The next battle between public employee unions and a reform-minded legislature is taking place in Montgomery, Alabama. And even though Alabama is a right-to-work state, where employees' right not to join or support a union is protected, most of Alabama's education employees are members of powerful trade associations that are effectively public employee unions. The battle taking place concerns tenure reform and the ability to efficiently remove incompetent teachers.
The Students First Act coming up for consideration in the Alabama House of Representatives does not eliminate tenure. In fact, it would preserve tenure for probationary teachers who teach for three consecutive school years within the same school systems. Once teachers attain tenure, they can only be terminated for specific reasons. The greatest change comes in the form of a streamlined appeals process that would, among other provisions, allow school boards to stop making salary and benefit payments 75 days after the employee is terminated or when the appeal concludes, whichever is earlier. The legislation also explicitly states that teachers cannot be terminated for political or personal reasons.
Not surprisingly, the Alabama Education Association (AEA) has chosen to fight these reforms, and it is really hard to blame them. Who would not want to work three years to obtain protections that create significant costs and procedural hurdles for an employer to fire them? The better question to ask Alabama taxpayers: when it comes to the people they hire to teach their children, do they want the current system in place?
While the school district may be the Alabama teacher's employer on paper, it is the Alabama taxpayer who is paying salaries and benefits and who should be pushing for reform. Every taxpayer should want to retain and reward quality education professionals in our school systems. Even taxpayers without school-aged children have a vested interest in an effectively educated citizenry and workforce.
The current tenure system in Alabama is not only slow, cumbersome and costly, but it was specifically designed to be that way. The problem with tenure is not that teachers cannot be terminated for good reason, but rather that the lengthy and expensive process deters school boards from initiating the process altogether, even when a bad teacher ought to be removed. The fear of a drawn-out, costly battle should not prevent school boards from efficiently terminating teachers and other education employees for good cause, including incompetence and conduct detrimental to students.
Alabama can and should reward exceptional teachers who consistently produce results for students in and out of the classroom. Most Alabamians who excel at their place of employment are rewarded. Teachers and education employees should not be any different. One of the best examples of the effectiveness of rewarding educators for positive academic results comes from Israel, where teachers in 62 middle and high schools were first offered performance bonuses in 1995. Two years after the program began, students showed significant gains in test scores, the percentage of students sitting for college entry exams had increased, and the percentage of students dropping out of school between middle school and high school had declined. Notably, the largest improvements were among weaker students.
Conversely, teachers and education employees should also be treated similarly when it comes to poor performance. Even if legislators believe that retaining tenure has a certain utility to protect against unwanted influence in staffing decisions, Alabama must ensure that the tenure process itself is not preventing school boards from making the right decisions for students.
Almost everyone has a story about a teacher who had a positive impact on their life. Those are the educators who should be set as examples and encouraged. But legislators should reform blanket policies, like tenure, that could easily wind up providing the same treatment and protections to both exceptional educators and tremendously poor ones. With the political challenges state legislators encounter with any state education reform, Alabamians should, at the very least, be encouraged that their legislature is willing to tackle tenure reform.
About the authors: Gary Palmer and Cameron Smith are with the Alabama Policy Institute, a non-partisan, non-profit research and education organization dedicated to the preservation of free markets, limited government and strong families, which are indispensable to a prosperous society.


Exercise objective
What you return must be the lines of the data that hold the word "HTTP".

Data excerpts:
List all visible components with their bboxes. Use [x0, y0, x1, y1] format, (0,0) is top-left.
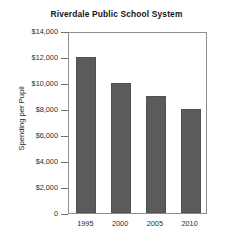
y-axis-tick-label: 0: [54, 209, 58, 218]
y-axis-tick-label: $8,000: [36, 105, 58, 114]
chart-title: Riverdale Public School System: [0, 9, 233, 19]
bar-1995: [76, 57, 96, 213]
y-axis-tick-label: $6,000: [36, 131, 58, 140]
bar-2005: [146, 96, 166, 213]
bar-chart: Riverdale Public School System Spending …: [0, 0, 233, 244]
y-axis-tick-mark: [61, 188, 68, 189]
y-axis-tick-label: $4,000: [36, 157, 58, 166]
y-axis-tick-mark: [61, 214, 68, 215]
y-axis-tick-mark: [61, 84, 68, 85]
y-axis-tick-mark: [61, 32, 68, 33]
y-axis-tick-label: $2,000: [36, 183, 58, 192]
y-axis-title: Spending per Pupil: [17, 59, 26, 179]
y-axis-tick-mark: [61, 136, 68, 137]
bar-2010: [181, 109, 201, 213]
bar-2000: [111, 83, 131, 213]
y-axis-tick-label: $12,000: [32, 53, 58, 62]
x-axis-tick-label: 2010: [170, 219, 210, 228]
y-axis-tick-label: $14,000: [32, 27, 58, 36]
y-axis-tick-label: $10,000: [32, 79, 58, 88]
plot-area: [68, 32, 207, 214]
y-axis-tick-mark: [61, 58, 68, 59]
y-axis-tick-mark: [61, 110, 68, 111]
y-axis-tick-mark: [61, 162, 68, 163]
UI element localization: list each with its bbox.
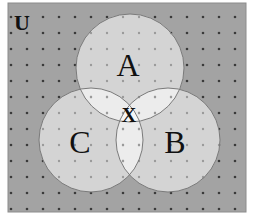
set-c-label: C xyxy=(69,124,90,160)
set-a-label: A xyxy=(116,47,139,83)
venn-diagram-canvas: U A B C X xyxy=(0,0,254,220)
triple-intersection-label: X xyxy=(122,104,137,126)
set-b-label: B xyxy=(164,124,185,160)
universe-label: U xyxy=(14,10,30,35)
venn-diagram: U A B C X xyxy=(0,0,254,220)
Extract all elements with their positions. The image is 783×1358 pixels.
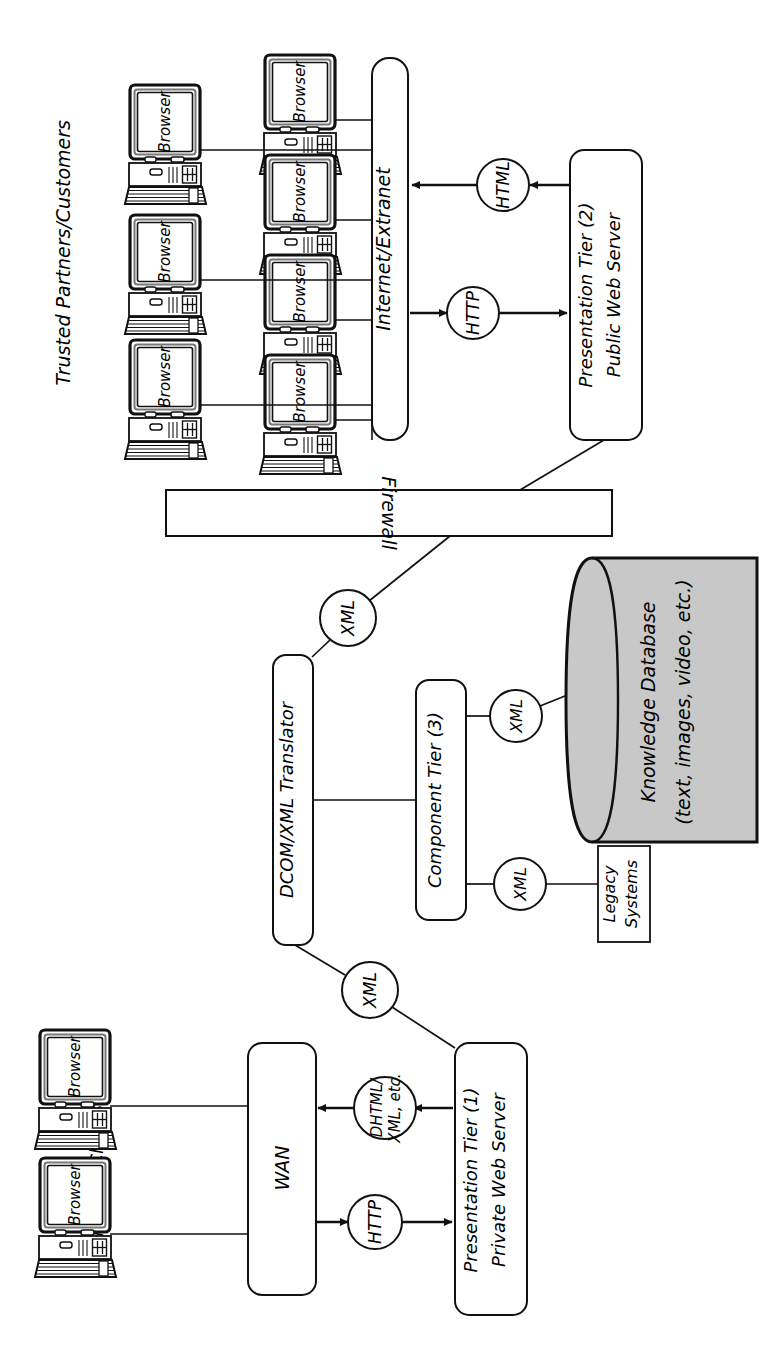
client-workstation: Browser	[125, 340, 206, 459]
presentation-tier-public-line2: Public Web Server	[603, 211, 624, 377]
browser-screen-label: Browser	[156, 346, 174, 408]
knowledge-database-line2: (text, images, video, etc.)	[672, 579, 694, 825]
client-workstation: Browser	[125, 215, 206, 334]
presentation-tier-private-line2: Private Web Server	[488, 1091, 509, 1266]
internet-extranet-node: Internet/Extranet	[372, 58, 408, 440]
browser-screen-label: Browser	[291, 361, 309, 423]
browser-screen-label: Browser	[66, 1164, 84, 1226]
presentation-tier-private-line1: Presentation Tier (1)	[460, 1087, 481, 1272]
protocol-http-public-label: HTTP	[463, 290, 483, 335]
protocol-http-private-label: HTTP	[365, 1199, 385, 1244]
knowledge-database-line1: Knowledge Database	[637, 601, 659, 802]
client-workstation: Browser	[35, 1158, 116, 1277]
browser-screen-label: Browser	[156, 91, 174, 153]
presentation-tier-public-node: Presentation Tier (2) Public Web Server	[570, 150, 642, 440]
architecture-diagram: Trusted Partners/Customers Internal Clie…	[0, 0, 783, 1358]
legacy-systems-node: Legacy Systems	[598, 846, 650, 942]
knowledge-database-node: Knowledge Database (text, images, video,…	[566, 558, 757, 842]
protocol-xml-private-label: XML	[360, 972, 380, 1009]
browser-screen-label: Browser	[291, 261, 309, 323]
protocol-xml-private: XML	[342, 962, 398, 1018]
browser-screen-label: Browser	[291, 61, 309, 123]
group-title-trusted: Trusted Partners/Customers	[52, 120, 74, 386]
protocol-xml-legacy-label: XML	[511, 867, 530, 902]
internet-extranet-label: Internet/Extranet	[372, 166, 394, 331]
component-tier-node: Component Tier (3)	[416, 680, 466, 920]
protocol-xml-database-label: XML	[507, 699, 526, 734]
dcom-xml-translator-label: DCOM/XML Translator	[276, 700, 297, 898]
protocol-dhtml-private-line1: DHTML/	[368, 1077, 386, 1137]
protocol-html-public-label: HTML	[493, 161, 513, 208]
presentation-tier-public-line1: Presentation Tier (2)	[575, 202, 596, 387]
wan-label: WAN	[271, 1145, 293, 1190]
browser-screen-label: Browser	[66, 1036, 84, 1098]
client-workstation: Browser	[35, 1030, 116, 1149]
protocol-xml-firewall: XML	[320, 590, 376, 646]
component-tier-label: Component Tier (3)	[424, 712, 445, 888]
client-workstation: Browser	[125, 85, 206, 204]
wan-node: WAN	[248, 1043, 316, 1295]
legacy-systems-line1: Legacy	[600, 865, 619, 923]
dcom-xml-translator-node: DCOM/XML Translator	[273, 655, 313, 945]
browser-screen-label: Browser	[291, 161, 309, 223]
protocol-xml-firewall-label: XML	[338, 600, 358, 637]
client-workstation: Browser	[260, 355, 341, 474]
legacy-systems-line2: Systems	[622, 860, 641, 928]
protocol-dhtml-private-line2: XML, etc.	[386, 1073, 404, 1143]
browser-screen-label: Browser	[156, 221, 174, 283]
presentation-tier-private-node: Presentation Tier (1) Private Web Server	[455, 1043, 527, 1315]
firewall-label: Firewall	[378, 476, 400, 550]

Written solution
protocol-http-public-label: HTTP	[463, 290, 483, 335]
protocol-http-private-label: HTTP	[365, 1199, 385, 1244]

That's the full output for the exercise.